Of course the theorem I mentioned in my mail on pre foliations, applies to fibrations and gives new results in that case. But this theorem is true for  F: X --> X'  where X is a prefoliation hence, even with AC, has no cleavage, and X' is an arbitrary category over S, i.e. has even less cleavages than X.

In order not to make this mail too long I have not, but I should have, mentioned internalization where cleavages are even more problematic.

Best to all,
Jean


Le 30 juil. 2014 à 17:06, Thomas Streicher a écrit :

> Dear Jean,
> 
> of course, you are right when emphasizing that one need choice for
> classes to endow an "anonymous" fibration with a cleavage.
> But that applies also to catgeories with say binary products. One
> needs choice for classes in order to choose a product cone for every
> pair of objects.
> In many instances, however, categories come together with a choice of
> products and fibrations come together with a choice of a cleavage. 
> 
> For example Set comes with a choice of a cleavage. Fibrations arising
> from internal categories are even split. Many constructions on fibrations 
> allow one to choose a cleavage given cleavages for the arguments.
> Do you know of any construction on fibrations which is not "cleavage
> preserving" in this sense?
> 
> Of course, one should not require cartesian functors to preserve
> cleavages just as one should not require functors to preserve chosen
> products.
> 
> Thomas



[For admin and other information see: http://www.mta.ca/~cat-dist/ ]


  parent reply	other threads:[~2014-07-30 17:56 UTC|newest]

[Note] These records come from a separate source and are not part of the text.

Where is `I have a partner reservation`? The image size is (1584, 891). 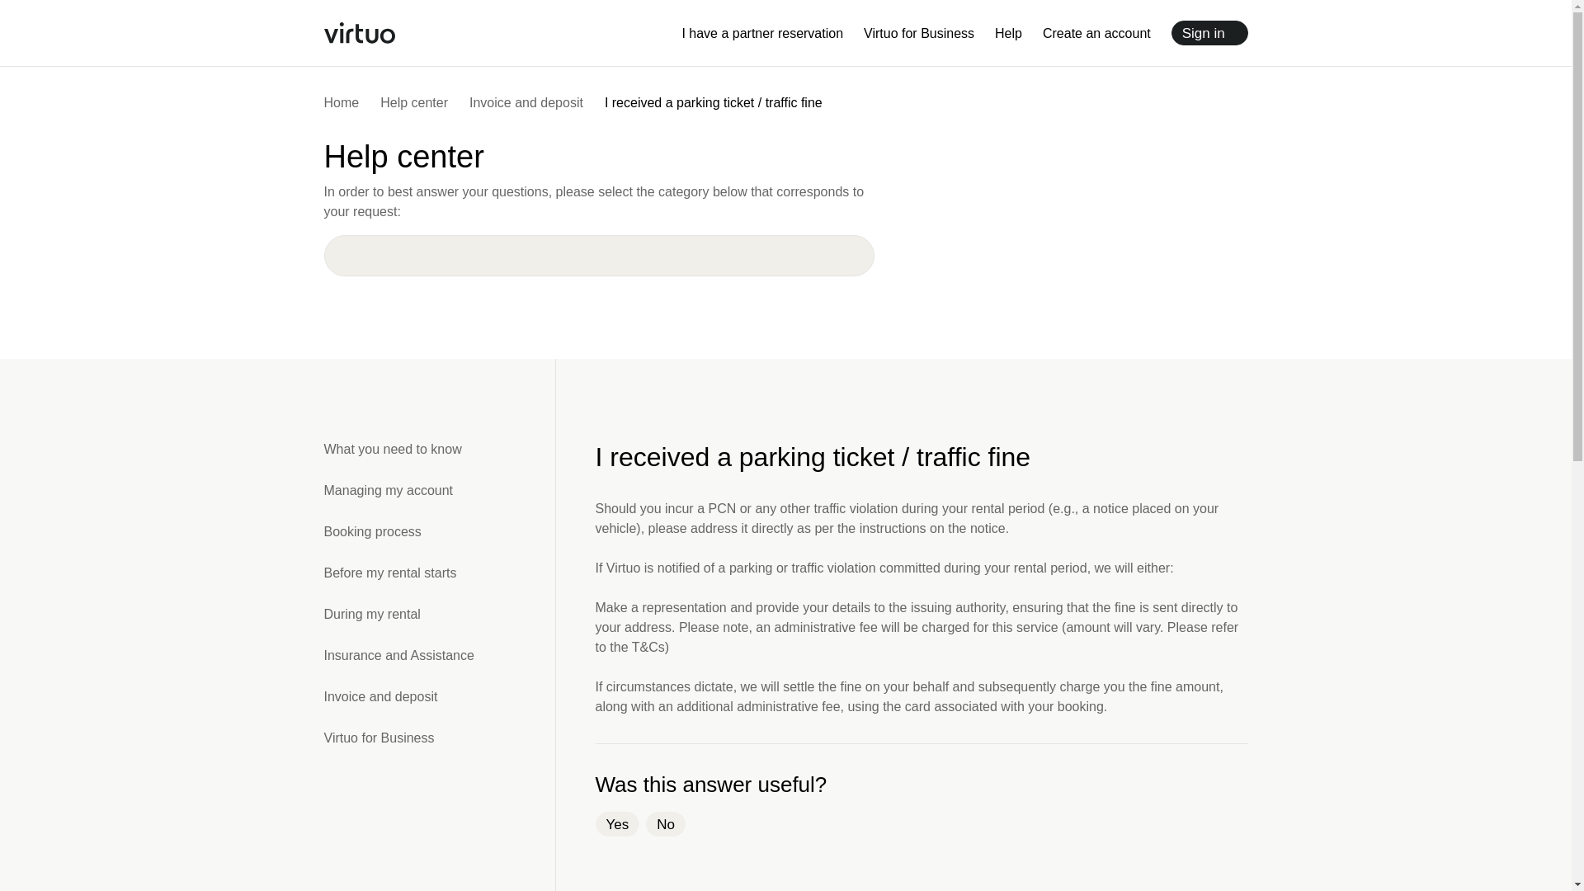 I have a partner reservation is located at coordinates (761, 32).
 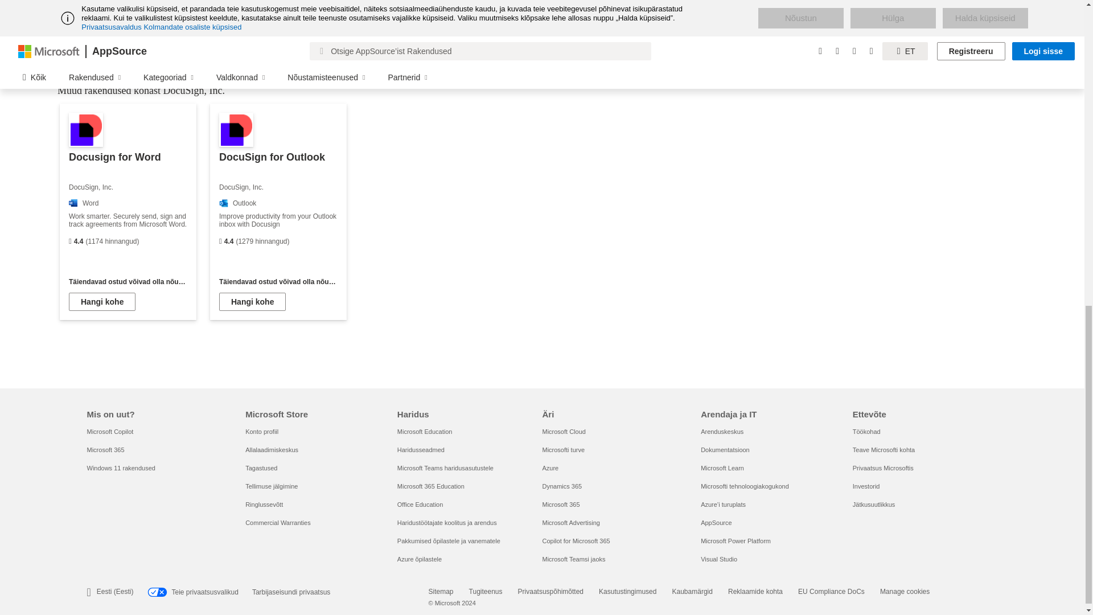 I want to click on hinnangud, so click(x=70, y=241).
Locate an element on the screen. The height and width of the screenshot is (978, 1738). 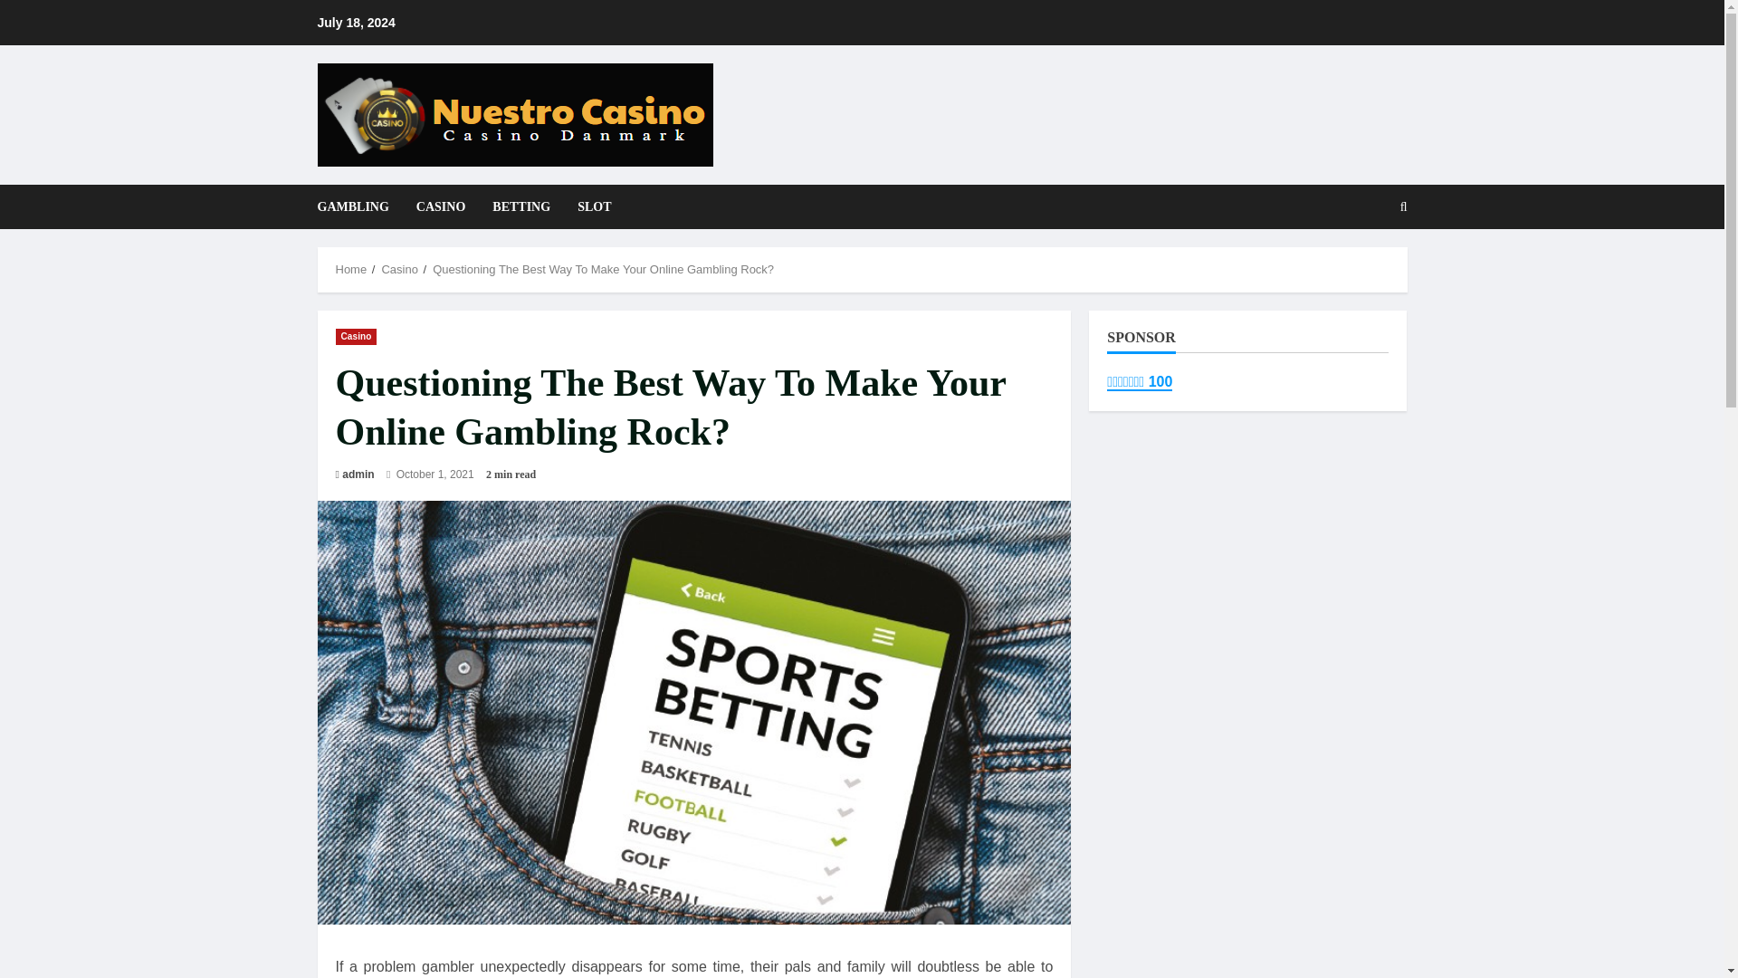
Home is located at coordinates (351, 269).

Thread overview: 19+ messages / expand[flat|nested]  mbox.gz  Atom feed  top
2014-07-20 16:18 Composition of Fibrations Jean Bénabou
2014-07-21 12:30 ` Steve Vickers
     [not found] ` <3E52EFB7-7955-47B1-9B00-9F6F6152BBC1@cs.bham.ac.uk>
2014-07-21 18:02   ` Jean Bénabou
     [not found]   ` <32AB43B0-58DA-4375-A4FD-6C84F4E527EA@wanadoo.fr>
2014-07-21 20:06     ` Steve Vickers
     [not found]     ` <6EFFC44F-E933-412B-89F2-C33B598D78B0@cs.bham.ac.uk>
2014-07-22  4:24       ` Jean Bénabou
     [not found]       ` <9747FDFD-FF71-4ACE-8DD3-538462A1B283@wanadoo.fr>
2014-07-22 14:55         ` Steve Vickers
     [not found]         ` <C1C93FE1-09FF-43C4-A6DA-D0883440A2FC@cs.bham.ac.uk>
2014-07-22 21:52           ` Ross Street
2014-07-22 23:25 ` Eduardo J. Dubuc
2014-07-30 15:06 ` cleavages and choice Thomas Streicher
     [not found] ` <20140730150643.GC19613@mathematik.tu-darmstadt.de>
2014-07-30 17:56   ` Jean Bénabou [this message]
2014-08-01 16:47     ` Eduardo J. Dubuc
2014-08-02 10:58       ` Marco Grandis
2014-08-03 15:17         ` Paul Levy
2014-08-03 16:30         ` Toby Bartels
2014-08-04 14:47           ` Marco Grandis
     [not found]       ` <82157841-9DE2-4D99-8533-57AAB99CD236@dima.unige.it>
2014-08-02 15:24         ` Eduardo J. Dubuc
     [not found]     ` <53DBC493.5060700@dm.uba.ar>
2014-08-01 17:52       ` Jean Bénabou
2014-08-03  9:22     ` Thomas Streicher
2014-08-03 20:41       ` Eduardo J. Dubuc

Reply instructions:

You may reply publicly to this message via plain-text email
using any one of the following methods:

* Save the following mbox file, import it into your mail client,
  and reply-to-all from there: mbox

  Avoid top-posting and favor interleaved quoting:
  https://en.wikipedia.org/wiki/Posting_style#Interleaved_style

* Reply using the --to, --cc, and --in-reply-to
  switches of git-send-email(1):

  git send-email \
    --in-reply-to=89048344-26F3-448F-8B41-9FF89AE1C892@wanadoo.fr \
    --to=jean.benabou@wanadoo.fr \
    --cc=categories@mta.ca \
    --cc=streicher@mathematik.tu-darmstadt.de \
    /path/to/YOUR_REPLY

  https://kernel.org/pub/software/scm/git/docs/git-send-email.html

* If your mail client supports setting the In-Reply-To header
  via mailto: links, try the mailto: link
Be sure your reply has a Subject: header at the top and a blank line before the message body.
This is a public inbox, see mirroring instructions
for how to clone and mirror all data and code used for this inbox;
as well as URLs for NNTP newsgroup(s).